Picture this: you’re on your way to a birthday dinner and realise you completely forgot to buy a card and present. In a hurry, you stop by the shops. You look at your watch and see it’s five minutes until closing time, but staff are still in the shop. Brilliant! You pop in, spend 10 minutes choosing a gift, have it wrapped in-store and you’re good to go.
Everyone wins, right?
Well, yes — except behind that bright, helpful smile from the worker at the cashier, she was probably silently calling you every name under the sun for delaying her home time. In fact, it’s just one of the many, many annoying things customers do that retail workers quietly hate — here are 16 others.
1. Messing with their displays.
“A pet hate is people messing up tables and folding while you’re working on it, so I have to put on my, ‘You suck but I’m going to pretend it’s OK’ face.”
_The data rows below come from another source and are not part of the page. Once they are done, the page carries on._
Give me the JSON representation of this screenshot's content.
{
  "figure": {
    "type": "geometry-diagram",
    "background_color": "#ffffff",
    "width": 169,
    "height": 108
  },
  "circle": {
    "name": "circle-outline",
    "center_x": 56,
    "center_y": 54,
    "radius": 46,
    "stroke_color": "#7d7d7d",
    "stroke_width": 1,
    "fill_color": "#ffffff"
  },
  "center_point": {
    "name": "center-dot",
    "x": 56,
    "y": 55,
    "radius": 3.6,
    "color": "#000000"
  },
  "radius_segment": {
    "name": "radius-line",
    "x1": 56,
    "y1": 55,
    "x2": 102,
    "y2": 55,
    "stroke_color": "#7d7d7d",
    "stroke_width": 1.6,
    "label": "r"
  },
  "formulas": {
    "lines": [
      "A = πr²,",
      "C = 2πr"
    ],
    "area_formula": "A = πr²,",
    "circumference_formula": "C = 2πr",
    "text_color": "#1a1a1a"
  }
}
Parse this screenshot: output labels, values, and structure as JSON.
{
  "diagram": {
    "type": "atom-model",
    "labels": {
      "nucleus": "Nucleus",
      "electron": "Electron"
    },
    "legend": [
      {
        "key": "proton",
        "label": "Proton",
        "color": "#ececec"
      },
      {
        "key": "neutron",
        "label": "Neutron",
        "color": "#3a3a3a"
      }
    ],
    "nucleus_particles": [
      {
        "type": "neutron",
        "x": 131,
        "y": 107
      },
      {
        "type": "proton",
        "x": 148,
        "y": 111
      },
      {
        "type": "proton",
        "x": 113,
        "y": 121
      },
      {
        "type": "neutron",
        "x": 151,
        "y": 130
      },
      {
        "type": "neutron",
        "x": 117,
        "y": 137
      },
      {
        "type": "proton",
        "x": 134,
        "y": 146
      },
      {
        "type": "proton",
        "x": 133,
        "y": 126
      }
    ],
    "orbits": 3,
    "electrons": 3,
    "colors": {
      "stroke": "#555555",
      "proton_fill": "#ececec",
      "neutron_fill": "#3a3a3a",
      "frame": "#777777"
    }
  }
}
2. Changing your mind at the register.
“I can’t stand when people don’t finish shopping before coming to the register. It’s the holidays, lines out the door, and you are sitting there still pondering over items. Ring them up, then remove them, ‘Get me another size quickly, the price is wrong’, etc. There is always some idiot that takes like 45 minutes to checkout three items,” wrote one Redditor.
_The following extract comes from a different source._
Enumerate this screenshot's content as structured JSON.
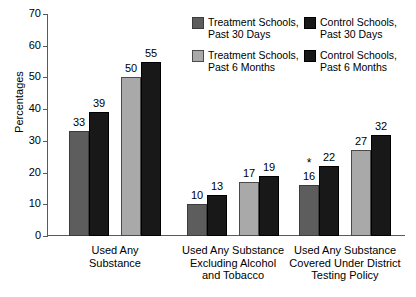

Watch: Mamamia staffers share our favourite fashion finds. (Post continues after video.)
3. Hanging up things wrong.
“It’s a nice thought, but when people attempt to hang things on the wrong hanger (like T-shirts on clippy hangers) it’s just another item I’m going to have to re-hang.”
4. Asking lots of questions.
If you need genuine help, that’s fine — but don’t be lazy about it.
“It pisses me off when they’re asking me a million ridiculous questions, the same ones over and over, when they can see very clearly that at least five people are waiting who need my help,” said one Reddit user.
5. Interrupting to get attention.
“I wish customers would stop staring at me while I’m on the work phone to a customer or helping someone else. I acknowledged you already, and you know I’ll be right with you, but by staring at me you only makes me incredibly uncomfortable, which makes me less enthusiastic to interact with you, not more,” said one Redditor.
Top Comments
15. Maybe we don't want to be guilt tripped or feel forced to donate to charity at the register.
A simple no would suffice then. The employees have no choice about asking. Its required. Just smile and say no thanks and move on. If you think its a guilt trip then thats on you not the employee.
So me messing with your table of folded sweaters wouldn't happen if you put the 'small' on one pile, the 'medium' on another and the 'large on another' rather than all piled on top of each other so I have to rifle through them to find the large size - which is always on the bottom.